The development approach of the Government of India since 2007 has been officially pronounced as the period of ‘inclusive growth’ from the Eleventh Five Year Plan (2007–2012). Since then, the country has implemented 10 five-year plans from 1950 to 2007 successfully. The main premise of the inclusive growth strategies has been to identify the hitherto neglected, excluded sections of the population, sectors and to give additional impetus to pull them on to the growth path besides include them to the mainstream development agenda of the country. The necessary road maps of the development and strategies have been clearly explained in the Eleventh Plan document (Planning Commission, 2008) in order to achieve this end. India’s housing sector, having been neglected so long in the development agenda, was beset with lack of public understanding, lack of the public policy and lack of the financing system for more than three and half decades of the independence and of the development planning. In the absence of the national commitment for the housing development, the hallmark has been the ad hoc approaches during this period coupled with host of government funded social housing scheme targeting different sections, which could not bring major changes due to limited funding. If this was the overall national scenario, the position of the country side has been even worse, as rural housing is still neglected segment within the sector. Missing housing development priority and continued apathy of the housing finance system towards the rural areas are the features of the economy. However, the sector has witnessed two turning points from mid-1980s (1987). A national housing policy was designed for the first time, which facilitated housing development mainly in the urban areas (GoI, 1994), across different sections envisaging housing norms, supply of land, slums and urban poor housing, housing finance and infrastructure, special programmes for disadvantaged sections and so on.

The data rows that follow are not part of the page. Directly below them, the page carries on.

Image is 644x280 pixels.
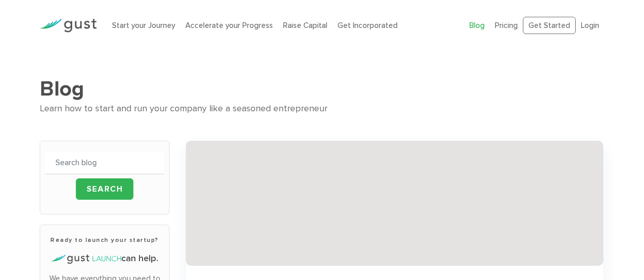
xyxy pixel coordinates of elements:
input: Search [76,179,134,200]
a: Accelerate your Progress [186,21,273,30]
h3: Ready to launch your startup? [45,236,164,245]
a: Start your Journey [112,21,175,30]
a: Raise Capital [283,21,327,30]
h4: can help. [45,252,164,265]
a: Get Started [523,16,576,35]
img: Gust Logo [40,19,96,32]
input: Search blog [45,152,164,175]
a: Login [581,21,599,30]
h1: Blog [40,77,604,101]
div: Learn how to start and run your company like a seasoned entrepreneur [40,101,604,116]
a: Get Incorporated [337,21,397,30]
a: Pricing [495,21,518,30]
a: Blog [469,21,485,30]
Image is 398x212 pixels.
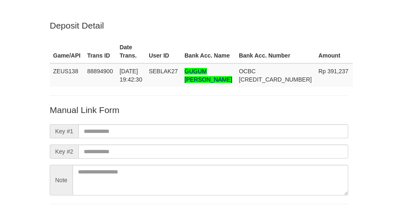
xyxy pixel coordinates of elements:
[181,40,236,63] th: Bank Acc. Name
[50,124,78,139] span: Key #1
[236,40,315,63] th: Bank Acc. Number
[119,68,142,83] span: [DATE] 19:42:30
[50,19,348,32] p: Deposit Detail
[146,40,181,63] th: User ID
[50,104,348,116] p: Manual Link Form
[149,68,178,75] span: SEBLAK27
[84,40,116,63] th: Trans ID
[319,68,348,75] span: Rp 391,237
[50,145,78,159] span: Key #2
[84,63,116,87] td: 88894900
[116,40,146,63] th: Date Trans.
[239,76,312,83] span: Copy 693817527163 to clipboard
[50,165,73,196] span: Note
[50,63,84,87] td: ZEUS138
[50,40,84,63] th: Game/API
[315,40,353,63] th: Amount
[185,68,232,83] span: Nama rekening >18 huruf, harap diedit
[239,68,256,75] span: OCBC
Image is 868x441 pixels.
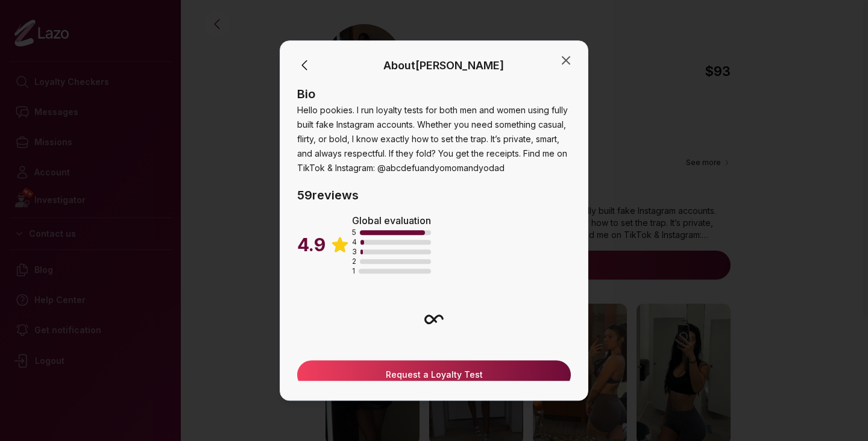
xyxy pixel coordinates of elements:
p: Global evaluation [352,213,431,228]
span: 3 [352,247,357,257]
button: Request a Loyalty Test [297,360,571,389]
span: Hello pookies. I run loyalty tests for both men and women using fully built fake Instagram accoun... [297,105,567,173]
a: Request a Loyalty Test [307,369,561,380]
span: 1 [352,266,355,276]
div: About [PERSON_NAME] [383,57,504,74]
span: 2 [352,257,356,266]
span: 4.9 [297,234,326,255]
span: 4 [352,237,357,247]
h4: 59 reviews [297,187,571,204]
p: Bio [297,86,571,102]
span: 5 [352,228,356,237]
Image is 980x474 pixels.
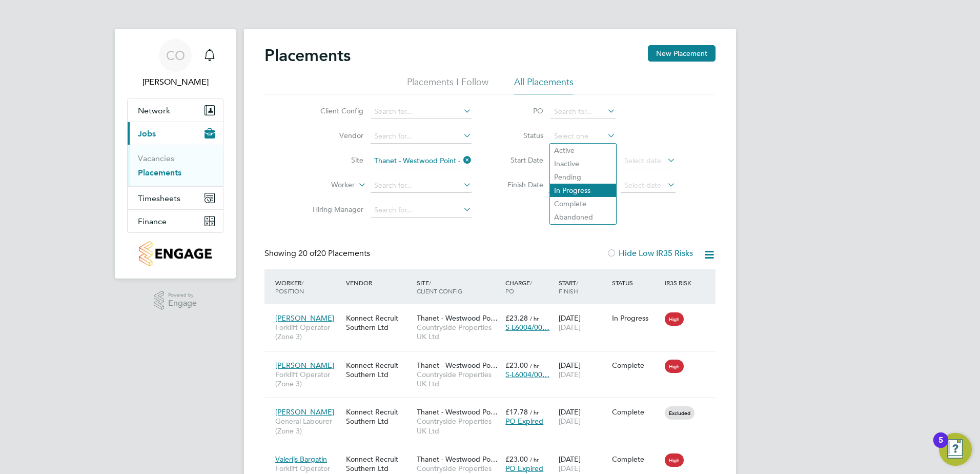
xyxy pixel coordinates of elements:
span: Network [138,105,170,115]
div: Konnect Recruit Southern Ltd [344,356,414,384]
input: Search for... [370,203,472,218]
a: Vacancies [138,153,175,163]
span: [DATE] [558,370,580,379]
span: [DATE] [558,416,580,426]
div: Charge [503,273,556,300]
span: Countryside Properties UK Ltd [417,323,500,341]
span: Countryside Properties UK Ltd [417,416,500,435]
span: / hr [530,408,539,416]
span: Select date [624,181,661,190]
a: [PERSON_NAME]General Labourer (Zone 3)Konnect Recruit Southern LtdThanet - Westwood Po…Countrysid... [272,401,715,410]
span: Cheryl O'Toole [127,76,223,88]
a: Powered byEngage [154,291,197,310]
input: Search for... [550,105,615,119]
label: Worker [296,180,354,190]
span: High [665,312,684,326]
span: Forklift Operator (Zone 3) [275,370,341,388]
label: Vendor [305,131,363,140]
span: Thanet - Westwood Po… [417,360,498,370]
span: / Client Config [417,279,462,295]
span: Countryside Properties UK Ltd [417,370,500,388]
div: Status [609,273,662,292]
span: Thanet - Westwood Po… [417,314,498,323]
input: Select one [550,129,615,144]
div: Site [414,273,503,300]
span: Engage [168,299,197,308]
li: Inactive [550,157,616,171]
label: Client Config [305,106,363,115]
input: Search for... [370,105,472,119]
div: Complete [612,360,660,370]
span: PO Expired [505,416,543,426]
a: CO[PERSON_NAME] [127,39,223,88]
div: Showing [264,248,372,259]
label: PO [497,106,543,115]
img: countryside-properties-logo-retina.png [139,241,211,266]
div: Start [556,273,609,300]
li: Abandoned [550,210,616,223]
div: In Progress [612,314,660,323]
span: High [665,360,684,373]
span: Forklift Operator (Zone 3) [275,323,341,341]
span: / hr [530,456,539,463]
span: Thanet - Westwood Po… [417,408,498,416]
button: Open Resource Center, 5 new notifications [939,433,972,466]
input: Search for... [370,129,472,144]
span: [DATE] [558,323,580,332]
div: Complete [612,454,660,464]
button: Jobs [127,122,223,145]
label: Hide Low IR35 Risks [606,248,693,258]
label: Status [497,131,543,140]
span: Jobs [138,129,156,138]
label: Site [305,155,363,164]
nav: Main navigation [115,29,235,279]
li: Active [550,144,616,157]
input: Search for... [370,179,472,193]
div: Vendor [344,273,414,292]
span: Thanet - Westwood Po… [417,454,498,464]
div: Konnect Recruit Southern Ltd [344,308,414,337]
div: Worker [272,273,344,300]
div: [DATE] [556,356,609,384]
span: Finance [138,216,166,226]
h2: Placements [264,45,350,66]
span: General Labourer (Zone 3) [275,416,341,435]
span: £23.00 [505,454,528,464]
a: Go to home page [127,241,223,266]
span: 20 of [298,248,317,258]
span: S-L6004/00… [505,370,550,379]
div: [DATE] [556,308,609,337]
span: / hr [530,362,539,369]
div: Jobs [127,145,223,186]
span: S-L6004/00… [505,323,550,332]
div: Konnect Recruit Southern Ltd [344,402,414,431]
span: [DATE] [558,464,580,473]
li: Placements I Follow [407,76,489,95]
li: Pending [550,171,616,184]
span: [PERSON_NAME] [275,408,334,416]
button: New Placement [648,45,715,62]
button: Network [127,99,223,121]
input: Search for... [370,154,472,169]
span: £23.00 [505,360,528,370]
span: High [665,453,684,466]
button: Finance [127,210,223,232]
li: In Progress [550,184,616,197]
label: Start Date [497,155,543,164]
span: £17.78 [505,408,528,416]
label: Hiring Manager [305,205,363,214]
div: [DATE] [556,402,609,431]
li: Complete [550,197,616,210]
span: / Position [275,279,304,295]
span: Select date [624,156,661,165]
div: 5 [938,440,943,453]
span: Timesheets [138,193,181,203]
label: Finish Date [497,180,543,189]
span: Excluded [665,406,695,420]
span: Powered by [168,291,197,299]
button: Timesheets [127,187,223,210]
span: PO Expired [505,464,543,473]
div: Complete [612,408,660,416]
div: IR35 Risk [662,273,697,292]
span: / Finish [558,279,578,295]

Similarly, promotion of housing finance system, consisting of nationalised scheduled commercial banks (SCBs), housing finance companies, housing cooperatives, private sector banks, etc., was another milestone in the development administration.

Licensed reuse rights only
You do not currently have access to this chapter.
Don't already have an account? Register

Purchased this content as a guest? Enter your email address to restore access.

Please enter valid email address.
Email address must be 94 characters or fewer.